What can be said about this article but bravo? Whatever the reason may be - whether motivated by money or otherwise - it's a good choice. Anyone who works in the tech industry knows that the people who usually handle money and decisions regarding computing are usually clueless. Far too often they just throw money at Dell or Gateway and say "Send us school stuff." This indicates that there was actual research done and is a good sign that administrators may actually be catching up with the technology.
On a side note, I must remark on all the Canada jokes. I myself am not Canadian, nor have I ever been there - but I find the jokes rather tired. Considering most of us that will be reading this spend our spare time INDOORS on COMPUTER TERMINALS while using terms like l33t and w00t!, I think we lack the necessary leverage to effectively make fun of any country or native persons of said country. Yes, that includes Canada. America Junior has just as much of a right to respect as we geeks do. Pocket protector jokes are just as tired for me as 'aboot' is for them, I'm sure.
Gee, why do they need to buy or license star office when Open office is FREE - yep, they can download it for _FREE_ as in no cash, no mula, nada.
Maybe that's why Microsoft is making so much money, because they charge an arm and a leg. Yep - since it is expensive, it must be _GOOD_
How about sending the file in PDF format?
Not really yet ready though.
Generating Word documents using XSLT
Thinking XML
Opening Open Formats with XSLT
Office 2003 XML Reference Schemas Overview
Why You Should Choose MS Office Over OO.org
Why not complicate a complicated world a little more. Each standard unit of complication renders X standard monetary units in someones pockets.
CC.
TaijiQuan (Huang, 5 loosenings)
For many years the Ontario Teacher's pension fund was a major investor in Corel and Corel basically offered WordPerfect for free to Ontario schools. When Corel was stolen by Vector the pension fund lost over $500 mil. Now with no reason for a special relationship and with the WordPerfect - Student/Teacher version costing $99 and it makes sense that the Board of Education would look for a better deal. Bill Gates and Vector(owners of Corel) probally thought this would force the schools over to MS Office but in this case it back fired on them.

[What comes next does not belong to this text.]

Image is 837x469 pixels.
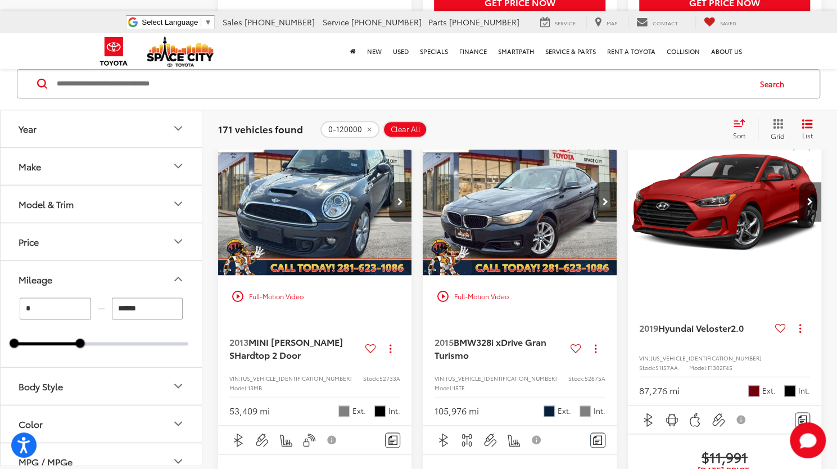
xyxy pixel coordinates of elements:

Today's vices may be tomorrow's virtues.
I am the sysadmin for a private, non-profit k-12 in upstate NY. We operate on a shoestring budget. This year we spent thousdands of dollars to license Office 2000 for about 50 computers. I had mentioned to the Principal about using OpenOffice or some other open source suite, which would obviously be free. He was concerned that in the "real world" people use MS Office and the students would have a hard time working between different versions. Also the same problem currently existed because many of the students had MS Office at home. So the idea was shot down after only a few seconds. I didn't know how to convince him otherwise.
Well, that's an interesting remark on several levels.
Education policy is in the purview of the provinces, not the federal government. It's a right that the provinces have historically jealously guarded; they would probably defy such suggestions from the feds just as a matter of principle.
'If' the Green Party comes to power? Nationally, they have less than 10% support. As the parent notes, they're not coming to power. If a minority government is elected, they might hold some swing votes in a coalition government.
In Ontario, it was a provincial Liberal government that adopted StarOffice. Based on this precedent, it could be argued that one should vote Liberal for more such moves....
~Idarubicin
Well, almost. My father worked for the Board of Education about a decade ago, give or take, and when a move was made for C++ to be used instead of QBASIC (yes, that was how bad our education system was), Microsoft made the offer of "it's free for you to use, and no licensing fees....as long as nothing ever gets released." So basically if anybody wanted to make something and then release it (a game, an app, etc), they had to consult with MS first.
Defender of Microsoft and Communism!!!